The Beaux Arts Trio in 1980

Pressler and his colleagues—who later included violinists Isidore Cohen, Ida Kavafian, Yung Uck Kim and Daniel Hope and cellists Peter Wiley and Antonio Meneses—had a busy international career. The Beaux Arts was rivaled among trios for the length of its existence only by the Kalichstein-Laredo-Robinson Trio, founded in 1977 and lasting until the death of pianist Joseph Kalichstein one year ago.

Pressler was the recipient of many awards, including lifetime achievement awards from Gramophone Magazine and the International Chamber Music Association, Chamber Music America’s Distinguished Service Award and numerous other honors and accolades.

The Beaux Arts set high standards and also helped blaze the trail for younger musicians, including, among those active in the United States today, the Claremont, Junction and Horszowski Trios. Pressler was close to the young Russian pianist Daniil Trifonov, and played with cellist Gautier Capucon and many other younger European musicians, including the French Quatuor Ebène, who played with him at a 90th birthday concert that was recorded on CD.

Pressler continued to teach after the Trio disbanded. He wrote a memoir in 2008, with William Brown, Artistry in Piano Teaching, and said, in a recent interview, “Teaching has been important to me all my life. I have been a teacher for over 65 years. … It has been very special for me to find out which is the best way for a particular student in a particular piece. Every student is different—and that’s what makes it so interesting; not just interesting, but it requires your interest to be there from that minute on for that particular person.”

In the course of his career Pressler collaborated with many famous ensembles, including the Juilliard, Emerson, American and Cleveland Quartets. He also continued to play as a solo pianist after the final performances of the Beaux Arts Trio. When he was close to 90, he collaborated with tenor Christoph Prégardien in Schubert’s famous song cycle Winterreise.

Menahem Pressler, Vol. 3 – Beethoven and Mozart

Pressler returned to Germany in 2008, on the 70th anniversary of Kristallnacht, and he made his debut with the Berlin Philharmonic in 2014, at the age of 90. As the WSWS noted on that occasion:

In January, an audience of thousands experienced a moving event: a slight, 90-year-old man sat nimbly at the piano in a Berlin concert hall and played Mozart’s Piano Concerto No. 17 in G Major (1784).

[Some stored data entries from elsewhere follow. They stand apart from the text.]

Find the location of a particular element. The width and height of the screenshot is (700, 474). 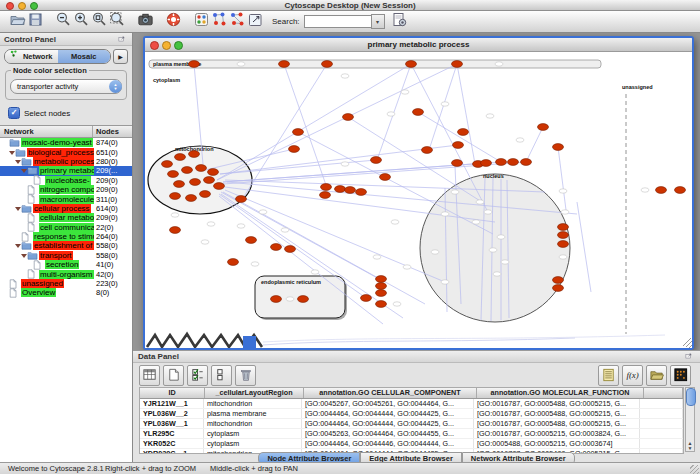

tree-row: multi-organism pro42(0) is located at coordinates (66, 274).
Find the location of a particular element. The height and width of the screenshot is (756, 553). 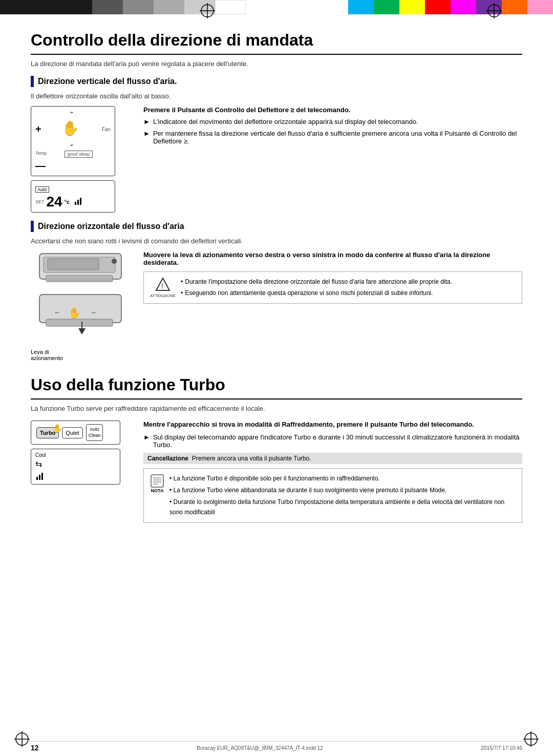

chevron-up-icon: ⌃ is located at coordinates (72, 114).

During his performance, he was visibly cheerful, communicated with the orchestra, particularly with the wind section, and spoke through Mozart’s music to the audience—urging the listener to enjoy every trill.

The pianist was Menahem Pressler, born Max Jacob Pressler in 1923 in Magdeburg, Germany. Seventy-five years ago, in 1939, he and his family were barely able to flee the Nazi terror against the Jewish population.

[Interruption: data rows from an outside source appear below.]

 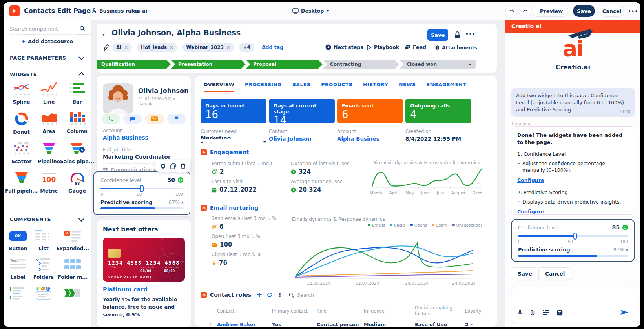 What do you see at coordinates (471, 34) in the screenshot?
I see `record-more-button: •••` at bounding box center [471, 34].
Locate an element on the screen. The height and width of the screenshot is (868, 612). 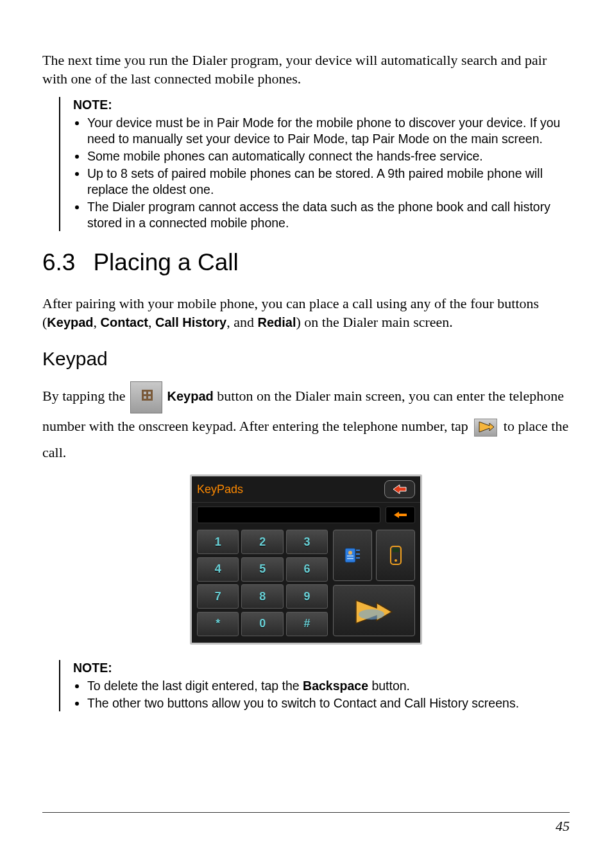
key-star: * is located at coordinates (218, 624).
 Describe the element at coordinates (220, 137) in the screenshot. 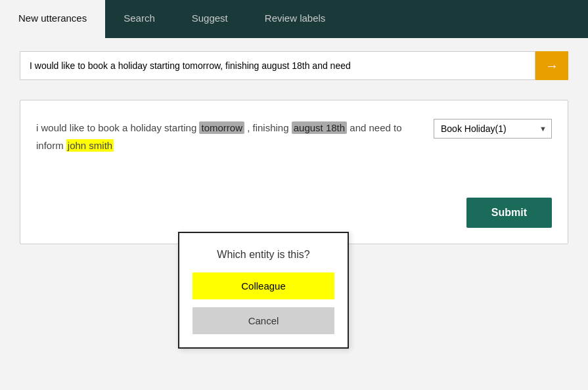

I see `utterance-text: i would like to book a holiday starting …` at that location.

His family’s clothing store was ransacked and destroyed on November 9, 1938, during the Nazi’s Kristallnacht pogroms, and Max Jacob was expelled from high school. He continued to take piano lessons in secret. His uncles, aunts and grandparents were murdered in Auschwitz. His family, via Italy, fled to Palestine and thereafter to the US.

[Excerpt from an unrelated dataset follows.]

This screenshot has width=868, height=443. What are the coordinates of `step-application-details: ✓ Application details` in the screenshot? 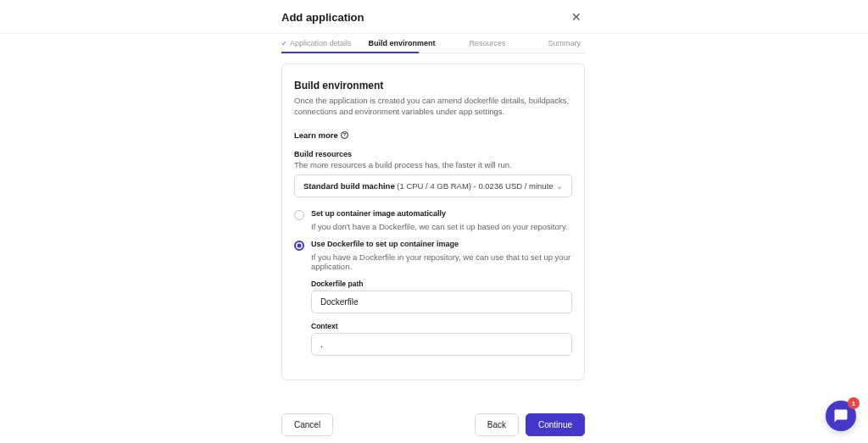 It's located at (326, 43).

When he was 17, Max Jacob adopted the name Menahem (Hebrew for comfort or solace). He studied piano under fellow émigrés Leo Kestenberg and Eliahu Rudiakov, among others. In the US, he founded the renowned Beaux Arts Trio in 1955, an ensemble in which he performed internationally, including in Germany, until its dissolution in 2008.

After 73 years, on September 27, 2012, Menahem Pressler’s German citizenship was restored. At the ceremony in Berlin, he said that Germany had remained his cultural home throughout. He had always spoken German at home with his family, had read Goethe and Heine and played Beethoven, Schubert and Mozart on the piano. “I can understand those who could not face all that after Auschwitz,” said Pressler, “but for me, there has always been this land of culture that I clung on to.”

Pressler’s three concerts January 10-12 [2014] were his first performances with the Berlin Philharmonic, the elite orchestra that performed for the Nazi dictatorship up until 1945. One had the impression that both he and his audience realised this concert was a historic occasion.